Reflection Questions
Exercise 11.16: The Ethics of Vulnerability Disclosure
During a vulnerability assessment for Client A, you discover that their third-party SaaS provider has a critical vulnerability that could expose Client A's data. The SaaS provider is not in your scope of testing. Write a 500-word essay addressing: (a) your obligations to Client A, (b) your obligations (if any) to the SaaS provider, (c) the ethical framework for handling this situation, and (d) how you would advise Client A.
Exercise 11.17: Vulnerability Assessment Limitations
Your client's CISO asks: "If we run weekly vulnerability scans, are we secure?" Write a 400-word response explaining the limitations of vulnerability assessment, including: (a) what it catches, (b) what it misses, (c) how it should be combined with other security activities, and (d) common misconceptions about vulnerability scanning.
Exercise 11.18: Responsible Vulnerability Management
You deliver a vulnerability assessment report with 15 critical findings to a healthcare organization. Six months later, a follow-up assessment reveals that none of the critical findings have been remediated. Write a 400-word analysis discussing: (a) potential organizational reasons for this, (b) the tester's responsibility, (c) how to write reports that drive action, and (d) what the organization should do differently.
Exercise 11.19: AI and Vulnerability Assessment
Research and write a 500-word analysis of how artificial intelligence and machine learning are being applied to vulnerability assessment. Consider: (a) automated vulnerability detection, (b) intelligent prioritization, (c) false positive reduction, (d) exploit prediction, and (e) the limitations and risks of AI-assisted assessment.

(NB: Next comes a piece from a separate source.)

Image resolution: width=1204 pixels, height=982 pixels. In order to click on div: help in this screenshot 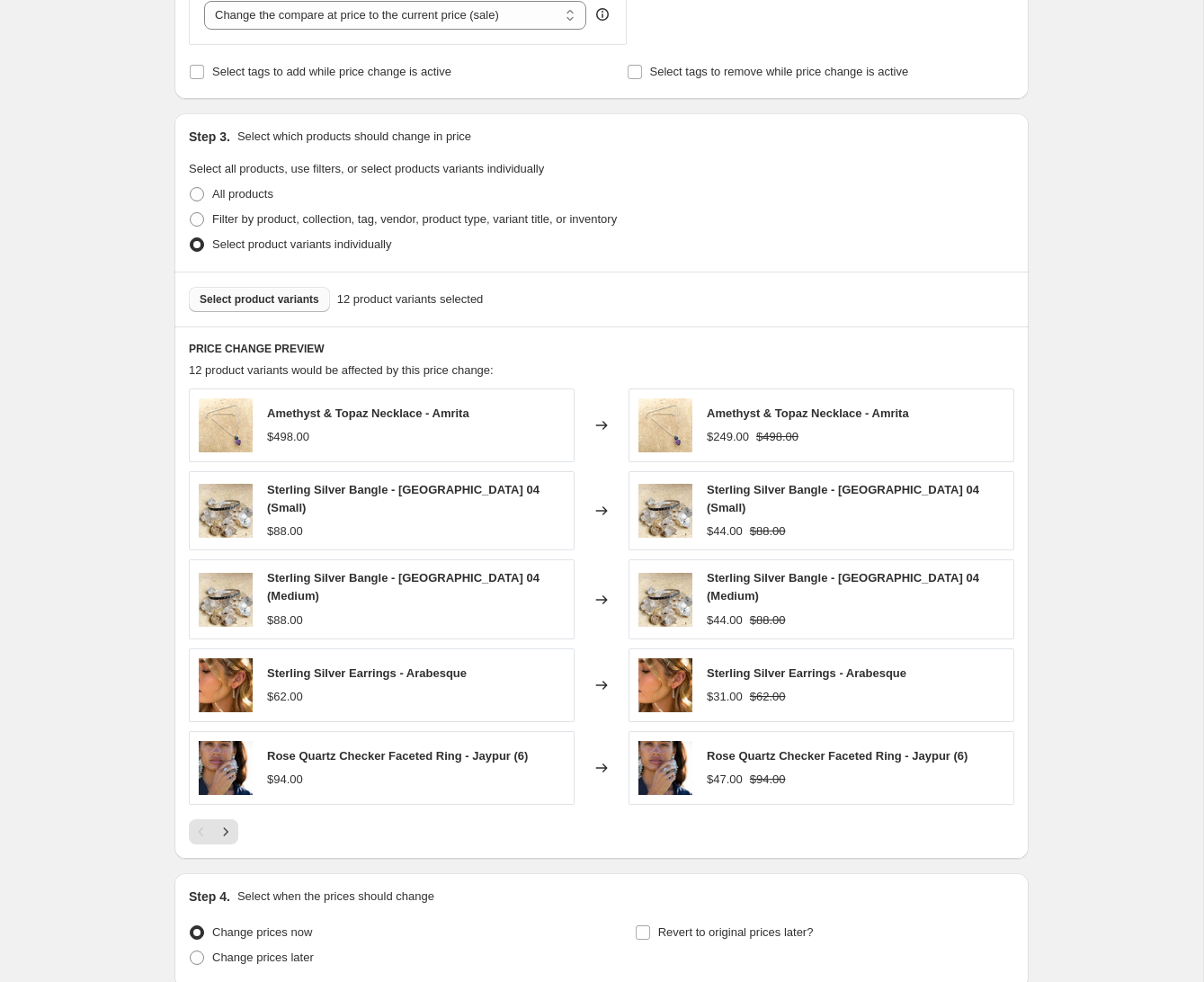, I will do `click(602, 14)`.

Exercise 11.20: Building Your Assessment Toolkit
Document your personal vulnerability assessment toolkit. For each tool, explain: (a) what it does, (b) when you use it, (c) its strengths and limitations, and (d) how it integrates with your workflow. Include at least eight tools spanning network scanning, web application testing, vulnerability scanning, and reporting.